The Nile River considered the longest river in the world, is approximately 4,258 miles (6,853 kilometres) long, but its exact length is a matter of debate. Flowing northward through the tropical climate of eastern Africa and into the Mediterranean Sea, the river passes through 11 countries: Tanzania, Uganda, Rwanda, Burundi, the Democratic Republic of the Congo, Kenya, Ethiopia, Eritrea, South Sudan, Sudan and Egypt.
The Nile has two major tributaries: the longer White Nile, considered the prime stream and headwaters; and the Blue Nile, which carries about two-thirds of the river's water volume and most of the silt.

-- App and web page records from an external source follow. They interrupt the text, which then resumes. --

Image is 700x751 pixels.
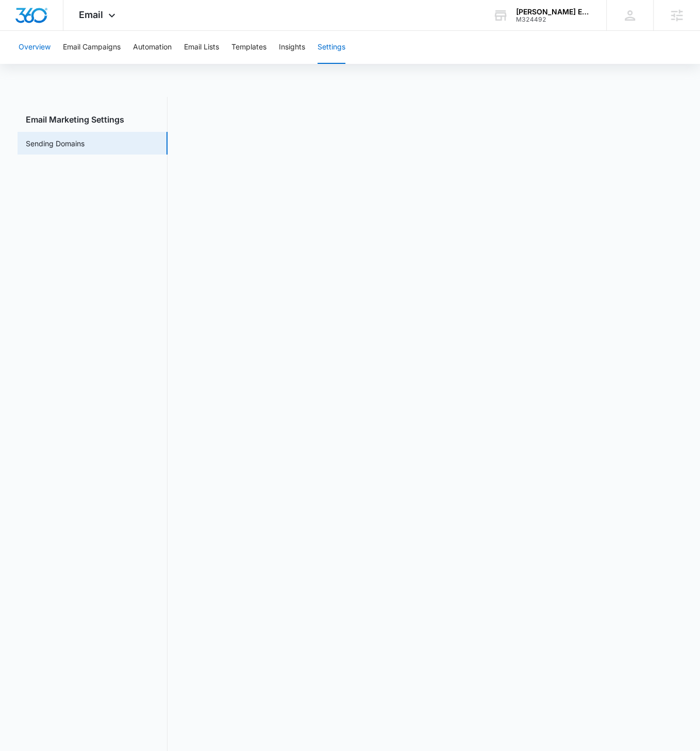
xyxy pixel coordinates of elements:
button: Email Lists [184,31,219,64]
button: Insights [279,31,305,64]
div: account name [516,8,591,16]
button: Automation [133,31,172,64]
button: Settings [317,31,345,64]
button: Templates [232,31,266,64]
button: Email Campaigns [63,31,120,64]
button: Overview [18,31,51,64]
h3: Email Marketing Settings [18,113,167,126]
div: account id [516,16,591,23]
a: Sending Domains [26,138,84,149]
span: Email [79,9,103,20]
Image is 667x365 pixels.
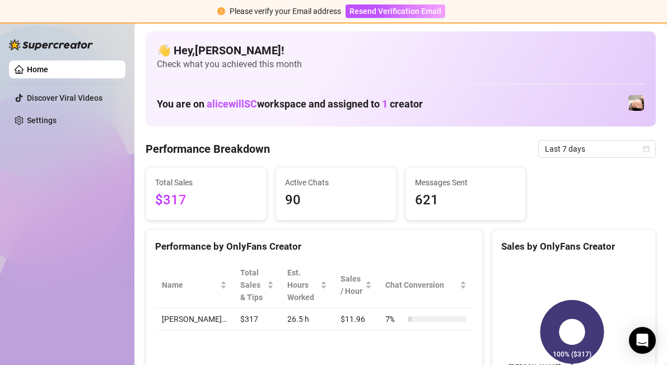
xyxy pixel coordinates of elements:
[415,176,517,189] span: Messages Sent
[285,190,387,211] span: 90
[287,267,318,304] div: Est. Hours Worked
[545,141,649,157] span: Last 7 days
[334,262,379,309] th: Sales / Hour
[9,39,93,50] img: logo-BBDzfeDw.svg
[217,7,225,15] span: exclamation-circle
[379,262,473,309] th: Chat Conversion
[334,309,379,331] td: $11.96
[346,4,445,18] button: Resend Verification Email
[629,95,644,111] img: Alice
[207,98,257,110] span: alicewillSC
[385,279,458,291] span: Chat Conversion
[234,262,281,309] th: Total Sales & Tips
[155,190,257,211] span: $317
[230,5,341,17] div: Please verify your Email address
[27,116,57,125] a: Settings
[629,327,656,354] div: Open Intercom Messenger
[341,273,363,298] span: Sales / Hour
[234,309,281,331] td: $317
[155,309,234,331] td: [PERSON_NAME]…
[155,176,257,189] span: Total Sales
[281,309,334,331] td: 26.5 h
[157,58,645,71] span: Check what you achieved this month
[643,146,650,152] span: calendar
[240,267,265,304] span: Total Sales & Tips
[285,176,387,189] span: Active Chats
[162,279,218,291] span: Name
[155,239,473,254] div: Performance by OnlyFans Creator
[157,43,645,58] h4: 👋 Hey, [PERSON_NAME] !
[415,190,517,211] span: 621
[350,7,442,16] span: Resend Verification Email
[501,239,647,254] div: Sales by OnlyFans Creator
[27,65,48,74] a: Home
[382,98,388,110] span: 1
[27,94,103,103] a: Discover Viral Videos
[157,98,423,110] h1: You are on workspace and assigned to creator
[146,141,270,157] h4: Performance Breakdown
[155,262,234,309] th: Name
[385,313,403,326] span: 7 %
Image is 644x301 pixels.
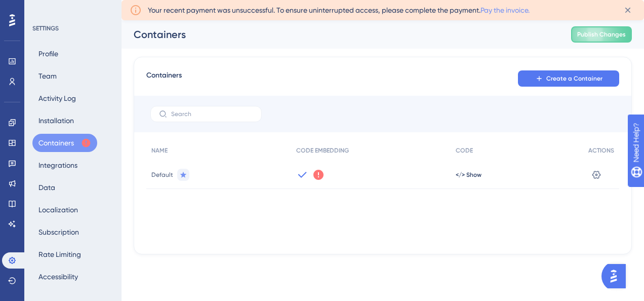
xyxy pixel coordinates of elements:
[171,111,254,118] input: Search
[32,90,82,107] button: Activity Log
[147,69,182,88] span: Containers
[32,223,85,241] button: Subscription
[481,6,530,14] a: Pay the invoice.
[32,25,114,32] div: SETTINGS
[297,147,349,154] span: CODE EMBEDDING
[589,147,614,154] span: ACTIONS
[456,171,482,179] button: </> Show
[519,70,619,87] button: Create a Container
[577,31,626,39] span: Publish Changes
[571,26,633,43] button: Publish Changes
[152,147,168,154] span: NAME
[32,201,84,219] button: Localization
[32,245,87,263] button: Rate Limiting
[602,261,633,291] iframe: UserGuiding AI Assistant Launcher
[32,45,64,63] button: Profile
[25,3,64,15] span: Need Help?
[133,27,546,41] div: Containers
[32,156,83,175] button: Integrations
[32,268,84,286] button: Accessibility
[32,178,61,197] button: Data
[148,4,530,16] span: Your recent payment was unsuccessful. To ensure uninterrupted access, please complete the payment.
[32,133,97,152] button: Containers
[32,111,80,130] button: Installation
[456,147,473,154] span: CODE
[32,67,63,85] button: Team
[547,75,603,82] span: Create a Container
[152,171,173,179] span: Default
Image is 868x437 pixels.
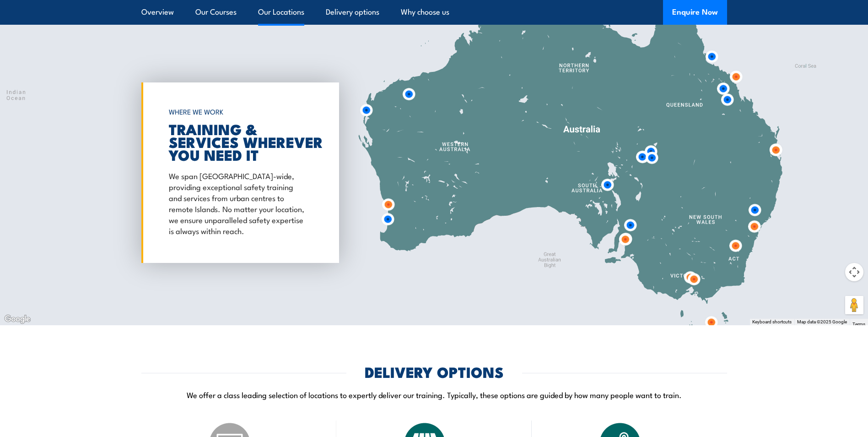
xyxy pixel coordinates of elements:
[141,389,727,400] p: We offer a class leading selection of locations to expertly deliver our training. Typically, thes...
[853,321,866,326] a: Terms (opens in new tab)
[752,319,792,325] button: Keyboard shortcuts
[2,313,32,325] img: Google
[845,263,864,281] button: Map camera controls
[169,170,307,236] p: We span [GEOGRAPHIC_DATA]-wide, providing exceptional safety training and services from urban cen...
[797,319,847,324] span: Map data ©2025 Google
[169,122,307,161] h2: TRAINING & SERVICES WHEREVER YOU NEED IT
[169,103,307,120] h6: WHERE WE WORK
[845,296,864,314] button: Drag Pegman onto the map to open Street View
[365,365,504,378] h2: DELIVERY OPTIONS
[2,313,32,325] a: Open this area in Google Maps (opens a new window)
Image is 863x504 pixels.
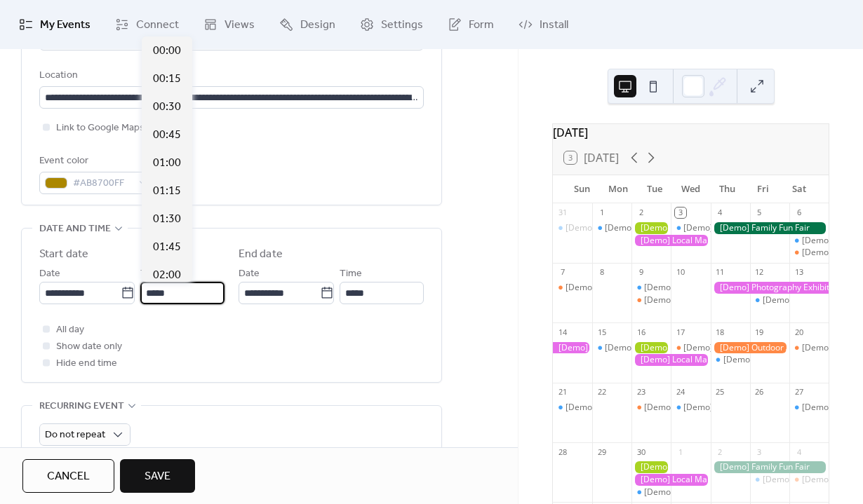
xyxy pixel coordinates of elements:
[566,282,677,293] div: [Demo] Book Club Gathering
[632,342,671,354] div: [Demo] Gardening Workshop
[596,208,607,218] div: 1
[711,282,829,293] div: [Demo] Photography Exhibition
[56,120,145,136] span: Link to Google Maps
[711,354,750,366] div: [Demo] Morning Yoga Bliss
[674,267,686,278] div: 10
[557,387,568,397] div: 21
[605,342,712,354] div: [Demo] Morning Yoga Bliss
[566,222,672,234] div: [Demo] Morning Yoga Bliss
[239,265,259,282] span: Date
[553,222,592,234] div: [Demo] Morning Yoga Bliss
[673,175,709,203] div: Wed
[39,153,151,170] div: Event color
[635,387,647,397] div: 23
[750,473,790,485] div: [Demo] Morning Yoga Bliss
[644,486,751,498] div: [Demo] Morning Yoga Bliss
[153,98,181,116] span: 00:30
[596,387,607,397] div: 22
[671,402,710,414] div: [Demo] Morning Yoga Bliss
[632,461,671,473] div: [Demo] Gardening Workshop
[632,282,671,293] div: [Demo] Morning Yoga Bliss
[153,155,181,172] span: 01:00
[793,267,804,278] div: 13
[745,175,781,203] div: Fri
[754,327,765,337] div: 19
[596,327,607,337] div: 15
[56,355,117,372] span: Hide end time
[711,342,790,354] div: [Demo] Outdoor Adventure Day
[636,175,673,203] div: Tue
[754,446,765,457] div: 3
[592,222,632,234] div: [Demo] Fitness Bootcamp
[39,67,421,84] div: Location
[8,6,101,44] a: My Events
[349,6,434,44] a: Settings
[56,339,122,355] span: Show date only
[553,402,592,414] div: [Demo] Morning Yoga Bliss
[632,222,671,234] div: [Demo] Gardening Workshop
[239,246,282,263] div: End date
[153,183,181,200] span: 01:15
[596,446,607,457] div: 29
[790,235,829,247] div: [Demo] Morning Yoga Bliss
[40,17,90,33] span: My Events
[793,446,804,457] div: 4
[153,211,181,227] span: 01:30
[557,267,568,278] div: 7
[754,208,765,218] div: 5
[557,327,568,337] div: 14
[635,267,647,278] div: 9
[793,387,804,397] div: 27
[684,222,790,234] div: [Demo] Morning Yoga Bliss
[780,175,817,203] div: Sat
[632,402,671,414] div: [Demo] Seniors' Social Tea
[674,446,686,457] div: 1
[153,239,181,256] span: 01:45
[39,265,60,282] span: Date
[137,17,179,33] span: Connect
[711,461,829,473] div: [Demo] Family Fun Fair
[709,175,745,203] div: Thu
[790,473,829,485] div: [Demo] Open Mic Night
[793,327,804,337] div: 20
[557,446,568,457] div: 28
[674,327,686,337] div: 17
[635,208,647,218] div: 2
[632,235,710,247] div: [Demo] Local Market
[674,208,686,218] div: 3
[715,267,726,278] div: 11
[140,265,163,282] span: Time
[268,6,346,44] a: Design
[635,446,647,457] div: 30
[540,17,569,33] span: Install
[750,294,790,306] div: [Demo] Morning Yoga Bliss
[724,354,830,366] div: [Demo] Morning Yoga Bliss
[47,468,90,485] span: Cancel
[39,221,111,238] span: Date and time
[671,222,710,234] div: [Demo] Morning Yoga Bliss
[56,322,85,339] span: All day
[153,267,181,284] span: 02:00
[644,282,751,293] div: [Demo] Morning Yoga Bliss
[684,342,804,354] div: [Demo] Culinary Cooking Class
[635,327,647,337] div: 16
[153,43,181,59] span: 00:00
[39,398,124,415] span: Recurring event
[605,222,706,234] div: [Demo] Fitness Bootcamp
[553,342,592,354] div: [Demo] Photography Exhibition
[145,468,171,485] span: Save
[566,402,672,414] div: [Demo] Morning Yoga Bliss
[381,17,423,33] span: Settings
[671,342,710,354] div: [Demo] Culinary Cooking Class
[339,265,362,282] span: Time
[674,387,686,397] div: 24
[153,71,181,87] span: 00:15
[45,425,105,445] span: Do not repeat
[553,282,592,293] div: [Demo] Book Club Gathering
[193,6,265,44] a: Views
[508,6,579,44] a: Install
[73,175,132,192] span: #AB8700FF
[711,222,829,234] div: [Demo] Family Fun Fair
[790,342,829,354] div: [Demo] Open Mic Night
[715,446,726,457] div: 2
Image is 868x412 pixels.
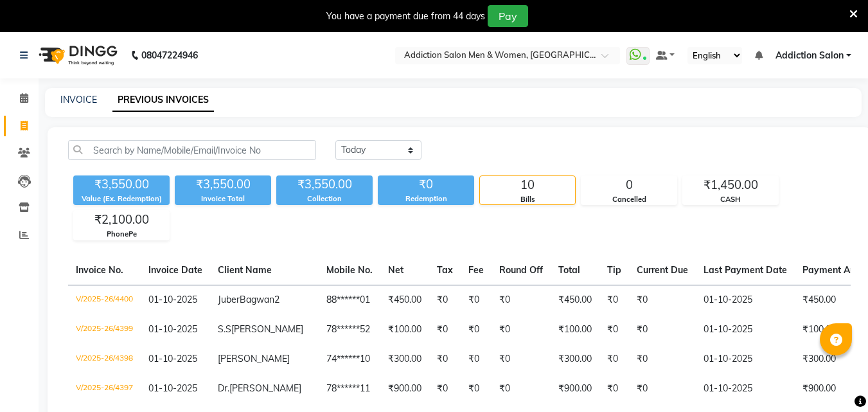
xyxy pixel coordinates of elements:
iframe: chat widget [814,360,854,399]
span: Tax [436,264,453,275]
div: Collection [276,194,373,205]
div: ₹3,550.00 [276,175,373,194]
div: Cancelled [581,194,676,205]
td: ₹0 [599,315,629,344]
td: ₹300.00 [380,344,429,374]
td: 01-10-2025 [695,315,794,344]
div: Bills [480,194,575,205]
td: ₹0 [429,374,460,403]
button: Pay [488,5,528,27]
span: [PERSON_NAME] [231,324,303,334]
div: Value (Ex. Redemption) [73,194,169,205]
a: PREVIOUS INVOICES [112,88,214,112]
td: ₹0 [599,344,629,374]
td: 01-10-2025 [695,374,794,403]
div: ₹3,550.00 [73,175,169,194]
div: ₹0 [377,175,474,194]
td: V/2025-26/4399 [68,315,141,344]
a: INVOICE [60,93,97,105]
span: Invoice No. [76,264,123,275]
td: ₹0 [429,284,460,315]
div: CASH [682,194,778,205]
div: Redemption [377,194,474,205]
span: Tip [607,264,621,275]
td: ₹0 [492,315,550,344]
td: ₹900.00 [380,374,429,403]
td: ₹0 [629,284,695,315]
span: Dr.[PERSON_NAME] [217,383,301,393]
td: ₹0 [492,374,550,403]
td: ₹0 [429,344,460,374]
input: Search by Name/Mobile/Email/Invoice No [68,140,316,160]
td: ₹450.00 [550,284,599,315]
td: V/2025-26/4397 [68,374,141,403]
td: V/2025-26/4400 [68,284,141,315]
td: 01-10-2025 [695,344,794,374]
td: ₹0 [460,374,492,403]
td: ₹100.00 [550,315,599,344]
span: 01-10-2025 [148,353,198,364]
td: ₹0 [599,374,629,403]
span: Round Off [499,264,543,275]
div: 0 [581,176,676,194]
td: ₹0 [629,315,695,344]
span: Total [558,264,580,275]
span: Client Name [217,264,271,275]
span: [PERSON_NAME] [217,353,290,364]
span: Current Due [636,264,688,275]
span: S.S [217,324,231,334]
td: V/2025-26/4398 [68,344,141,374]
div: 10 [480,176,575,194]
td: ₹0 [460,284,492,315]
td: ₹0 [492,344,550,374]
div: Invoice Total [175,194,271,205]
b: 08047224946 [142,37,198,73]
span: Last Payment Date [703,264,786,275]
span: Juber [217,294,240,305]
td: ₹100.00 [380,315,429,344]
span: 01-10-2025 [148,294,198,305]
td: ₹0 [460,344,492,374]
div: ₹2,100.00 [74,210,169,229]
span: 01-10-2025 [148,383,198,393]
span: Mobile No. [326,264,373,275]
td: ₹0 [492,284,550,315]
img: logo [32,37,121,73]
td: ₹450.00 [380,284,429,315]
span: 01-10-2025 [148,324,198,334]
span: Net [388,264,403,275]
td: ₹0 [599,284,629,315]
td: ₹0 [629,374,695,403]
td: ₹300.00 [550,344,599,374]
td: ₹0 [429,315,460,344]
div: ₹3,550.00 [175,175,271,194]
span: Bagwan2 [240,294,279,305]
td: 01-10-2025 [695,284,794,315]
td: ₹900.00 [550,374,599,403]
span: Fee [468,264,484,275]
td: ₹0 [629,344,695,374]
div: ₹1,450.00 [682,176,778,194]
span: Addiction Salon [775,49,843,62]
span: Invoice Date [148,264,203,275]
td: ₹0 [460,315,492,344]
div: PhonePe [74,229,169,240]
div: You have a payment due from 44 days [326,10,485,24]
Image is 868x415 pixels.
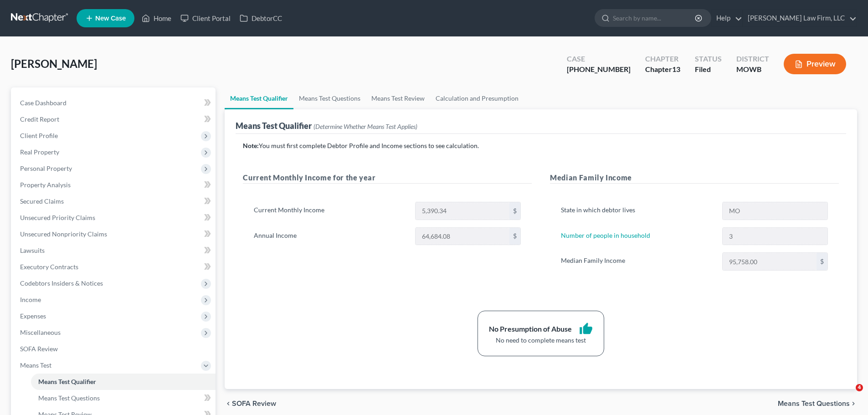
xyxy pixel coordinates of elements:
div: Chapter [645,65,680,75]
span: Means Test [20,361,51,369]
a: Calculation and Presumption [430,88,524,109]
span: Credit Report [20,115,59,123]
span: Client Profile [20,132,58,139]
span: SOFA Review [20,345,58,353]
input: Search by name... [613,10,696,27]
a: SOFA Review [13,341,216,357]
span: 13 [672,65,680,74]
a: Means Test Qualifier [225,88,293,109]
span: Secured Claims [20,198,64,205]
a: Unsecured Priority Claims [13,209,216,226]
div: Filed [695,65,721,75]
span: Means Test Questions [777,400,850,408]
a: Secured Claims [13,193,216,209]
a: Unsecured Nonpriority Claims [13,226,216,242]
iframe: Intercom live chat [837,384,859,406]
span: Expenses [20,313,46,320]
input: -- [723,228,827,245]
a: Means Test Questions [293,88,366,109]
span: Income [20,296,41,303]
div: No need to complete means test [489,336,592,345]
span: Executory Contracts [20,263,78,271]
div: $ [509,202,520,220]
span: New Case [95,15,126,22]
div: No Presumption of Abuse [489,324,571,335]
div: $ [509,228,520,245]
a: Number of people in household [561,232,650,239]
input: 0.00 [415,202,509,220]
label: State in which debtor lives [556,202,717,220]
p: You must first complete Debtor Profile and Income sections to see calculation. [243,142,839,151]
div: Case [567,54,630,65]
a: Lawsuits [13,242,216,259]
span: Case Dashboard [20,99,67,106]
button: Preview [784,54,846,74]
a: Case Dashboard [13,95,216,111]
a: Help [712,10,742,27]
label: Current Monthly Income [249,202,410,220]
div: [PHONE_NUMBER] [567,65,630,75]
span: SOFA Review [232,400,276,408]
a: DebtorCC [235,10,286,27]
span: 4 [856,384,863,392]
div: District [736,54,769,65]
label: Annual Income [249,228,410,246]
span: Miscellaneous [20,328,61,336]
a: Client Portal [176,10,235,27]
a: Means Test Qualifier [31,374,216,390]
h5: Current Monthly Income for the year [243,172,532,183]
label: Median Family Income [556,253,717,271]
span: Means Test Qualifier [38,378,96,386]
span: Unsecured Priority Claims [20,214,95,221]
div: $ [817,253,827,270]
strong: Note: [243,142,259,149]
i: thumb_up [579,322,592,336]
span: Codebtors Insiders & Notices [20,280,103,287]
span: [PERSON_NAME] [11,57,97,70]
span: Real Property [20,148,59,156]
a: Credit Report [13,111,216,127]
div: Chapter [645,54,680,65]
a: Property Analysis [13,177,216,193]
h5: Median Family Income [550,172,839,183]
div: Status [695,54,721,65]
a: [PERSON_NAME] Law Firm, LLC [743,10,857,27]
div: Means Test Qualifier [235,121,417,131]
a: Home [137,10,176,27]
input: 0.00 [723,253,817,270]
span: (Determine Whether Means Test Applies) [313,123,417,130]
a: Means Test Questions [31,390,216,407]
button: Means Test Questions chevron_right [777,400,857,408]
span: Property Analysis [20,181,71,189]
button: chevron_left SOFA Review [225,400,276,408]
span: Personal Property [20,165,72,172]
span: Means Test Questions [38,394,100,402]
div: MOWB [736,65,769,75]
span: Unsecured Nonpriority Claims [20,230,107,238]
i: chevron_left [225,400,232,408]
input: State [723,202,827,220]
span: Lawsuits [20,247,45,254]
a: Executory Contracts [13,259,216,275]
input: 0.00 [415,228,509,245]
a: Means Test Review [366,88,430,109]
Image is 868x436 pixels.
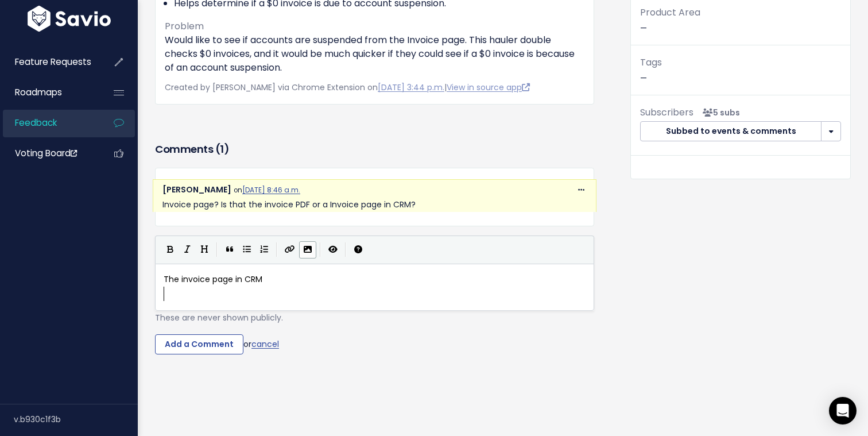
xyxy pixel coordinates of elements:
[640,105,694,119] span: Subscribers
[256,241,273,258] button: Numbered List
[325,241,342,258] button: Toggle Preview
[163,197,587,212] p: Invoice page? Is that the invoice PDF or a Invoice page in CRM?
[163,184,231,195] span: [PERSON_NAME]
[3,110,95,136] a: Feedback
[15,86,62,98] span: Roadmaps
[276,242,277,256] i: |
[640,55,662,69] span: Tags
[15,116,57,128] span: Feedback
[164,273,263,285] span: The invoice page in CRM
[640,5,700,19] span: Product Area
[378,82,445,93] a: [DATE] 3:44 p.m.
[14,404,138,434] div: v.b930c1f3b
[3,140,95,166] a: Voting Board
[640,55,841,85] p: —
[25,5,114,32] img: logo-white.9d6f32f41409.svg
[15,55,91,68] span: Feature Requests
[640,5,841,35] p: —
[234,186,300,195] span: on
[299,241,316,258] button: Import an image
[320,242,321,256] i: |
[165,33,585,75] p: Would like to see if accounts are suspended from the Invoice page. This hauler double checks $0 i...
[155,141,595,157] h3: Comments ( )
[252,338,279,350] a: cancel
[155,312,283,323] span: These are never shown publicly.
[3,79,95,105] a: Roadmaps
[829,396,857,424] div: Open Intercom Messenger
[281,241,299,258] button: Create Link
[161,241,178,258] button: Bold
[242,186,300,195] a: [DATE] 8:46 a.m.
[165,19,204,33] span: Problem
[155,334,244,355] input: Add a Comment
[216,242,217,256] i: |
[196,241,213,258] button: Heading
[238,241,256,258] button: Generic List
[165,82,530,93] span: Created by [PERSON_NAME] via Chrome Extension on |
[221,241,238,258] button: Quote
[345,242,346,256] i: |
[155,334,595,355] div: or
[640,121,822,142] button: Subbed to events & comments
[178,241,196,258] button: Italic
[446,82,530,93] a: View in source app
[15,147,77,159] span: Voting Board
[350,241,367,258] button: Markdown Guide
[698,107,740,118] span: <p><strong>Subscribers</strong><br><br> - Hannah Foster<br> - Kris Casalla<br> - Terry Watkins<br...
[220,142,224,156] span: 1
[3,49,95,75] a: Feature Requests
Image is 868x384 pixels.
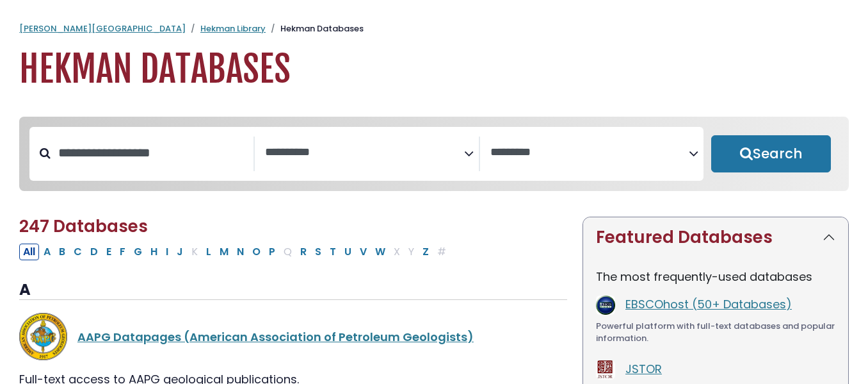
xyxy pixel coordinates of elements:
button: Filter Results R [296,243,310,260]
textarea: Search [265,146,464,159]
button: Filter Results M [216,243,233,260]
button: Filter Results H [147,243,162,260]
button: Filter Results G [130,243,146,260]
div: Alpha-list to filter by first letter of database name [20,243,452,259]
button: Filter Results F [116,243,129,260]
li: Hekman Databases [265,22,363,35]
span: 247 Databases [20,215,148,238]
div: Powerful platform with full-text databases and popular information. [596,319,835,345]
button: Filter Results C [69,243,86,260]
a: JSTOR [625,360,662,377]
button: Filter Results O [248,243,265,260]
a: [PERSON_NAME][GEOGRAPHIC_DATA] [20,22,185,34]
button: Filter Results D [87,243,102,260]
button: Filter Results S [311,243,325,260]
button: Filter Results W [372,243,389,260]
button: Filter Results B [55,243,69,260]
textarea: Search [491,146,689,159]
button: Filter Results P [265,243,279,260]
button: Filter Results A [40,243,55,260]
button: Filter Results L [203,243,215,260]
button: Featured Databases [583,217,848,257]
a: EBSCOhost (50+ Databases) [625,296,792,312]
h3: A [20,280,568,300]
button: Filter Results J [173,243,187,260]
button: Submit for Search Results [711,135,831,172]
button: All [20,243,39,260]
button: Filter Results U [341,243,355,260]
button: Filter Results T [326,243,340,260]
button: Filter Results I [162,243,172,260]
button: Filter Results Z [419,243,433,260]
nav: breadcrumb [20,22,849,35]
h1: Hekman Databases [20,48,849,91]
input: Search database by title or keyword [51,142,253,163]
a: AAPG Datapages (American Association of Petroleum Geologists) [78,328,474,345]
button: Filter Results N [233,243,247,260]
a: Hekman Library [200,22,265,34]
nav: Search filters [20,117,849,191]
button: Filter Results E [102,243,115,260]
p: The most frequently-used databases [596,268,835,285]
button: Filter Results V [356,243,371,260]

The White Nile begins at Lake Victoria, Africa's largest lake, which touches the countries of Uganda, Kenya and Tanzania. But Lake Victoria isn't necessarily the most distant and "true" source of the Nile River because the lake itself has many feeder rivers coming in from the surrounding mountains. In 2006, a British explorer named Neil McGrigor said he'd travelled to the Nile's most distant source at the beginning of the Kagera River, Lake Victoria's longest feeder river.
Still, experts do not agree which tributary of the Kagera is the longest — and therefore the most distant — source of the Nile. Ultimately, it would be either the Ruvyironza in Burundi or the Nyabarongo from the Nyungwe Forest in Rwanda.